The have-for-be trap, reversed — using være (be) where Norwegian uses ha (have):
❌ Du er rett.
Incorrect — calque of 'you are right'. This is not how Norwegian says it.
✅ Du har rett.
You're right. — ha rett, 'have right'.
Reaching for the wrong 'do/make' verb — Norwegian splits these differently from English and from each other:
❌ Jeg må gjøre en kake til festen.
Odd — gjøre is 'do', not 'make/produce' a physical thing. Use lage for things you create.
✅ Jeg må lage en kake til festen.
I have to make a cake for the party. — lage (produce/prepare); but gjøre lekser, gjøre et forsøk.
And dropping the chunk's required preposition or definiteness, treating the collocation as looser than it is:
❌ Har du gjort lekser?
Incomplete in most contexts — the homework is usually definite/possessive: leksene dine.
✅ Har du gjort leksene dine?
Have you done your homework? — gjøre + leksene (definite), often with the possessive.
Key Takeaways
- A collocation is a fixed word partnership; a word's verb is part of its identity, so learn the chunk, not the bare noun.

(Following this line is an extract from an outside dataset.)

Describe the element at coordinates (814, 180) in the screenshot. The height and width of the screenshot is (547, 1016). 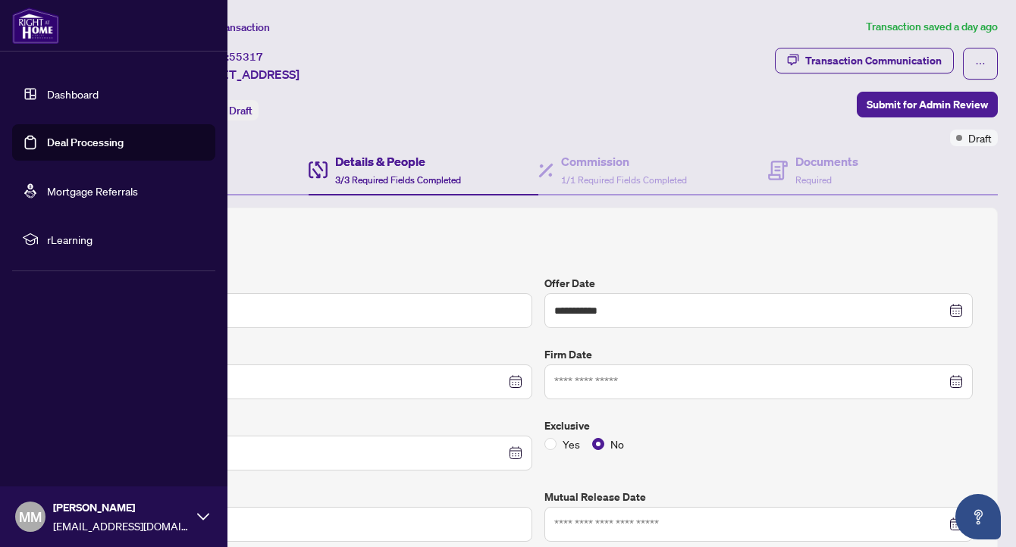
I see `span: Required` at that location.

- Norwegian's light verbs — ta, gjøre, ha, få, gi, holde — rarely map onto the English equivalent. English MAKES a decision; Norwegian takes one (ta en avgjørelse).

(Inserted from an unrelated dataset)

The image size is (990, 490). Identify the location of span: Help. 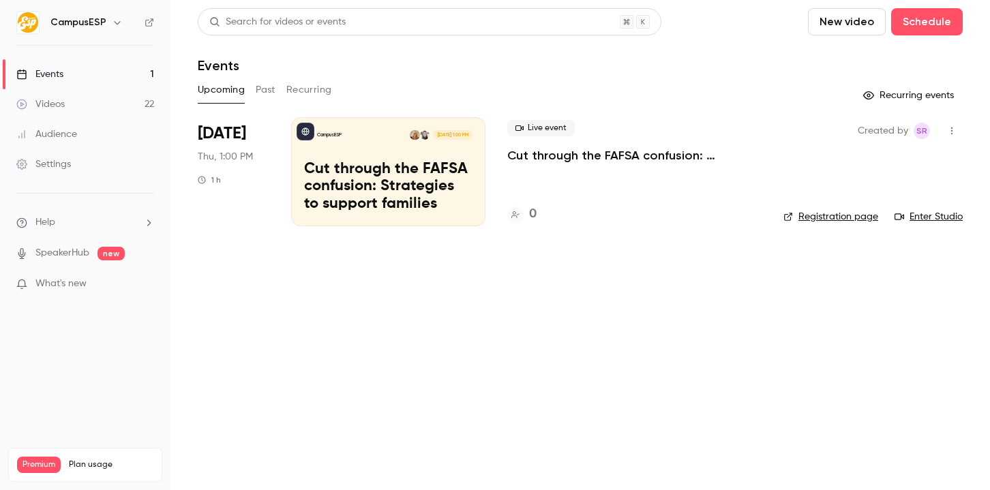
(45, 222).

- Memorise the highest-value chunks whole: ta en avgjørelse / en beslutning / en pause / bussen / ansvar; gjøre lekser / et forsøk / sitt beste; ha rett / lyst / det travelt; få vite / lov / sparken; gi beskjed / opp; holde en tale / ord.

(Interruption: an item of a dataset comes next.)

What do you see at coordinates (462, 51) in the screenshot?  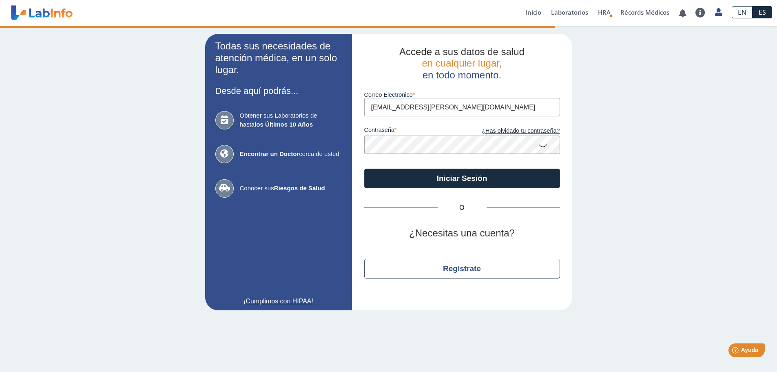 I see `span: Accede a sus datos de salud` at bounding box center [462, 51].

- There is no rule that predicts the right light verb — treat the English verb as a false friend and learn the pair by heart.
Now practice Norwegian
Reading grammar gets you part of the way. The exercises are where it sticks — free, no signup needed.
Start learning Norwegian→Related Topics
- Verbs with Fixed PrepositionsB1 — Verbs that govern a fixed, unpredictable preposition you must memorise as a unit: vente på (wait for), tenke på (think about), lete etter (look for), be om (ask for), glede seg til (look forward to), bestemme seg for (decide on) — where the Norwegian preposition almost never matches English.
- si vs fortelle vs snakke vs prate: Say/Tell/SpeakB1 — si reports the words said, fortelle conveys content to someone (narrating), snakke is the activity of talking or which language, and prate is casual chatting — a say/tell/speak split with different boundaries from English.
- Please, Thank You and ApologiesA1 — Norwegian courtesy formulas — takk and tusen takk, the ja takk / nei takk pattern, the two faces of vær så snill and vær så god, and unnskyld versus beklager — plus the surprising fact that there is no single word for 'please'.
- Verb Reference: How to Use These TablesA2 — How to read the Norwegian verb-reference pages — the five principal parts, weak vs strong classes, and the supine (the har-form).